Technology and humanism

By JP Malig

 

WE live in a time of great turmoil and change – a time fraught with man’s destruction of his environment and his world, but a time too, full of promise for the future.

          “The turning of the millennium,” sociologist Kenneth Boulding once wrote, “marks a middle period of a great transition from a civilized to a post-civilized society.”

          “Science and technology are the bases for this transition. Our present generation is similar in many respects to ages past. However, it has its own uniqueness in the extent that man has relied and grown dependent upon technology and the benefits it has conferred upon us.

          We live longer. We can see more of our world. Our thoughts and work can reach a worldwide audience.
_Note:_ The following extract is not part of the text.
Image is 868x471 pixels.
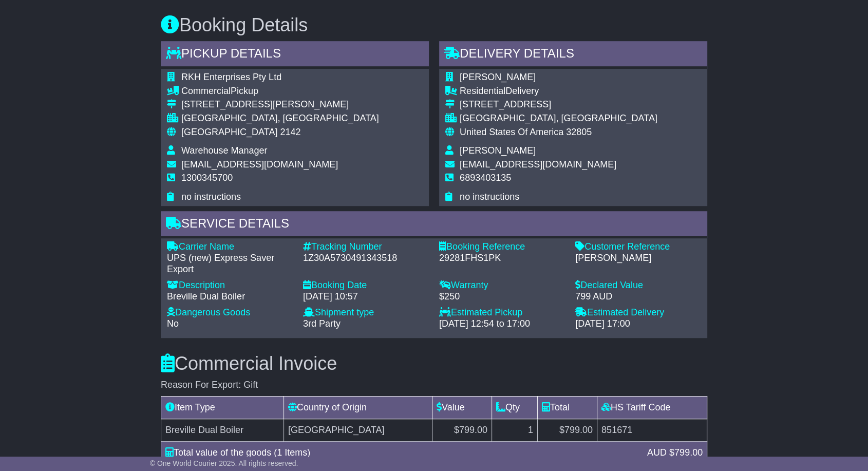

Some would even assert that we have finally attained a significant measure of control over the quality of life

          Rachel Carson, in her essay “An Obligation to Endure,” states that until now, “the history of life on earth has been the history of life on earth has been the history of interaction between living things and their environment.

          It has only been humankind, which has acquired the significant power and intelligence to alter the nature of his world. However, the consequences of change have also been catastrophic.

          The destruction of the environment bears witness to man’s folly. Every year, animal species are continuing on the path of extinction. Likewise, hundreds of thousands of hectares of rainforests disappear under wanton aggressive development undertaken in Third World countries. The cities and the megalopolises of the world are urban centers of pollution and decay.

          The greatest fear Carson has had is that humankind, adaptable beings we are, will accept passively the continuing destruction of our world.

          If science and technology have enhanced our creative potentials, they have also enhanced our power to destroy. Is technology then a villain disguised?

          To answer this question, we should not simply look at technology, but we should also examine the cultural attitudes and values, which have led to and resulted from technological advances.

          For if these attitudes and values have ushered in a favorable environment for the advancement of science and technology – and made us receptive to the advancement of modern society – the same values might as well be affecting the misuse of technology and its failures.

          Poet e.e. cummings, a humanist, once ridiculed what he feels as humankind’s exaggerated sense of self-importance – a factor that governs our use of technology by advancing the cause of our progress.

          He has spoken about the dehumanizing effects of technology and the fact that technology has increased barriers within society by blinding us to the real needs and desires of our fellows.

          Those who have warned against modern technology’s ability to destroy values maintain that humankind has already built an “artificial universe” and has been devoured by that same pseudo-universe. What humankind has failed to realize is that the same artificial universe it has created is dependent upon the real world for its continued existence.

          Modern technology has now imposed upon us responsibilities at least as great as the rewards it promises. Thus, those who are scholars of culture and society should not look with awe and wonder at what humankind has accomplished with technology.

          For modern technology, despite being an extension of humankind and a product of the creative genius of many men and women, is a tool to which we all have yet to perfectly come into terms with.